MELBOURNE (Reuters) – More than 2 million people in the state of Western Australia on Saturday began their first full day of a snap three day lockdown after a coronavirus outbreak in a hotel quarantine facility led to community transmission.
People in the state capital Perth and the neighbouring Peel region have been asked to stay home except for essential work, and medical and shopping purposes.
Ceremonies to honour Australia’s military personnel on the Anzac Day holiday on Sunday have been cancelled. Last year, the coronavirus pandemic forced most traditional memorials to be cancelled across Australia for the first time in decades.
Anzac Day originally commemorated a bloody battle on the Gallipoli peninsula in Turkey during World War One. On April 25, 1915, thousands of troops from the Australian and New Zealand Army Corps (ANZAC) were among a larger Allied force that landed on the narrow beaches of the Gallipoli peninsula, an ill-fated campaign that would claim more than 130,000 lives.
Today, Anzac Day honours all Australian troops from all conflicts.
Australia’s topflight A-League soccer match between Brisbane Roar FC and Perth Glory scheduled for Sunday has been postponed while an Australian football game between Fremantle and North Melbourne will go ahead, but there will be no crowd.
The latest lockdown was ordered after a returning traveller who tested negative on release from a Perth quarantine hotel later tested positive for COVID-19, with authorities suspecting he became infected while in the hotel.
The man spent several days in Perth and infected another person before his infection was diagnosed.
Having closed its borders more than a year ago, Australia lets mostly citizens and permanent-residents return from abroad. Returned travellers, however, except from New Zealand, must undergo two weeks of mandatory hotel quarantine at their own expense.
The hotel quarantine system, together with snap lockdowns and swift tracking limiting coronavirus has helped Australia to keep its COVID-19 numbers low compared with other developed countries, with just over 29,500 cases and 910 deaths.
The Australian Medical Association (AMA) urged on Saturday a review of the hotel quarantine system to prevent further outbreaks.
“Everything that can be done in hotel quarantine needs to be done right now and, unfortunately, in Western Australia as in some other states, that is not the case,” Omar Khorshid, AMA’s president told the ABC national broadcaster.
“There are still holes that can be plugged.”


WHAT TO DO:
Count the lines in the records beneath this task that contain the string "legend", then give the count by itself.

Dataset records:
>>
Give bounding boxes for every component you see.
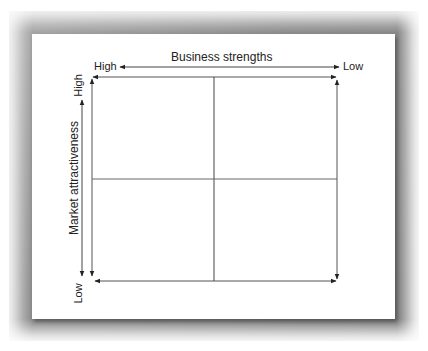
x-axis-title: Business strengths [171,51,272,63]
y-axis-high-label: High [73,71,84,101]
y-axis-low-label: Low [73,279,84,309]
x-axis-high-label: High [94,61,117,72]
x-axis-low-label: Low [343,61,363,72]
y-axis-title: Market attractiveness [68,118,80,238]
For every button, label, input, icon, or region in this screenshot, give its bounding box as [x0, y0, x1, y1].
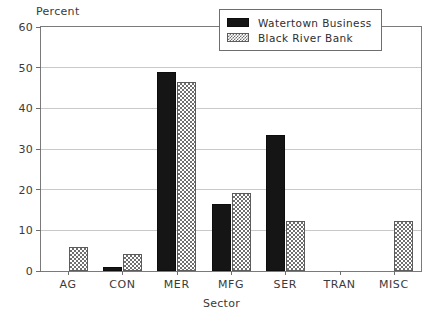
bar-chart: Percent 0102030405060AGCONMERMFGSERTRANM…	[0, 0, 443, 327]
y-axis-tick-label: 50	[18, 61, 33, 74]
bar	[286, 221, 305, 271]
y-axis-tick-label: 20	[18, 183, 33, 196]
x-axis-tick-label: CON	[109, 278, 135, 291]
chart-legend: Watertown Business Black River Bank	[219, 9, 382, 51]
x-axis-tick-label: MFG	[218, 278, 244, 291]
bar	[177, 82, 196, 271]
y-axis-tick-label: 10	[18, 224, 33, 237]
legend-label: Black River Bank	[258, 32, 353, 44]
y-axis-tick-label: 60	[18, 21, 33, 34]
x-axis-tick-mark	[122, 271, 123, 275]
y-axis-tick-mark	[36, 230, 41, 231]
legend-item: Black River Bank	[227, 30, 372, 45]
bar	[232, 193, 251, 271]
y-axis-tick-mark	[36, 149, 41, 150]
bar	[266, 135, 285, 271]
y-axis-tick-mark	[36, 271, 41, 272]
x-axis-tick-label: AG	[60, 278, 77, 291]
x-axis-tick-mark	[394, 271, 395, 275]
bar	[157, 72, 176, 271]
legend-item: Watertown Business	[227, 15, 372, 30]
x-axis-tick-mark	[231, 271, 232, 275]
legend-swatch-black-river-bank	[227, 33, 249, 42]
bar	[212, 204, 231, 271]
bar	[69, 247, 88, 271]
x-axis-tick-mark	[340, 271, 341, 275]
y-axis-tick-mark	[36, 27, 41, 28]
x-axis-tick-mark	[285, 271, 286, 275]
x-axis-tick-label: MER	[164, 278, 190, 291]
y-axis-tick-label: 0	[26, 265, 33, 278]
gridline	[41, 108, 421, 109]
x-axis-tick-label: TRAN	[324, 278, 356, 291]
x-axis-title: Sector	[0, 297, 443, 310]
legend-label: Watertown Business	[258, 17, 372, 29]
y-axis-tick-mark	[36, 108, 41, 109]
plot-area: 0102030405060AGCONMERMFGSERTRANMISC	[40, 26, 422, 272]
gridline	[41, 189, 421, 190]
y-axis-tick-mark	[36, 67, 41, 68]
gridline	[41, 149, 421, 150]
bar	[394, 221, 413, 271]
legend-swatch-watertown-business	[227, 18, 249, 27]
gridline	[41, 67, 421, 68]
y-axis-tick-label: 30	[18, 143, 33, 156]
x-axis-tick-label: MISC	[379, 278, 409, 291]
bar	[103, 267, 122, 271]
bar	[123, 254, 142, 271]
y-axis-tick-mark	[36, 189, 41, 190]
y-axis-tick-label: 40	[18, 102, 33, 115]
y-axis-title: Percent	[36, 5, 80, 18]
x-axis-tick-mark	[177, 271, 178, 275]
x-axis-tick-mark	[68, 271, 69, 275]
x-axis-tick-label: SER	[274, 278, 297, 291]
<<
PROBLEM SOLUTION:
7